A child’s hunger shows up in school

I often get free books to review for my blog. Some of them are awful and some of them are good.

“A Dream So Big, Our Unlikely Journey to End the Tears of Hunger” by Steve Peifer and Gregg Lewis was so awfully good that the week after I read it for the first time, I was still waking up in the middle of night, haunted.

Steve and Nancy Peifer founded Kenya Kids Can, a charity in Africa that feeds 20,000 schoolchildren lunch each day and builds solar-powered computer classrooms at schools where there are barely even books. For his work, Steve Peifer received the 2007 CNN Heroes Award.

The reasoning behind Kenya Kids Can is that children who aren’t starving will pay better attention in school. Then maybe, just maybe, a whole generation of better-educated children will be able to grow up and help their entire country.

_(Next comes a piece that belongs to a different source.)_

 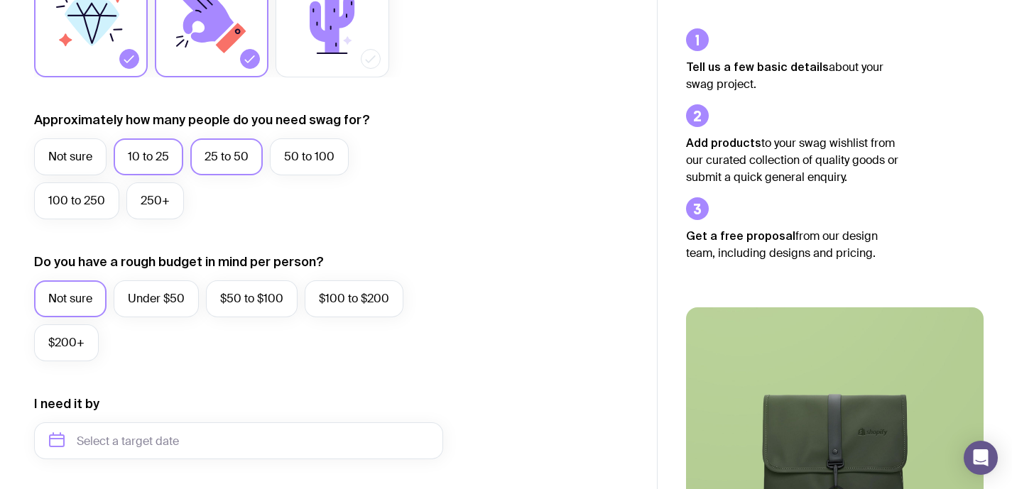 What do you see at coordinates (28, 43) in the screenshot?
I see `img: website_grey.svg` at bounding box center [28, 43].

The 35 schools in Kenya that benefit from this school nutrition program have all gone from being the lowest-performing schools in their zones to the highest. Their dropout rates virtually disappeared. All it took was beans, maize and a little bit of cooking fat.

I can’t think about school lunch programs in any country without thinking about the first school I taught at in California, where 100 percent of the students received free breakfast and lunch.

The food served was so disgusting that I could barely stand to go into the cafeteria. Simply opening the door meant being assaulted by bad odors.

And yet … a frequent action item at staff meetings was what to do about a serious problem. Moms and younger siblings would hang around at breakfast, waiting to eat the leftovers. The principal could not allow this because our school could lose federal funding.

Weekends were really sad for me because I knew that many of my students would spend Saturday and Sunday hungry.

I was talking about school lunches with my son recently because I wanted him to understand how wonderful it is that in the Edmonds School District, kids can choose as much fresh food from the salad bar as they want. But then my 8-year-old told me, “That’s not true, Mom. There’s a limit on apples.”

That’s when we had a very deep and sad discussion about why some children might try to bring extra apples home with them, and why there might need to be a limit.

These past couple of weeks, students across Washington have been taking the Measurements of Student Progress, or MSP. But I want everyone to remember that those test scores don’t tell you everything.

In Kenya, free lunches are improving schools. In America, it’s frequently the case that schools with higher percentages of kids qualifying for free lunch score lower on standardized tests.

That’s a juxtaposition, not a contradiction. Both are indicators of the extreme effect poverty has on education.

Jennifer Bardsley is an Edmonds mom of two and blogs at teachingmybabytoread.blog.com.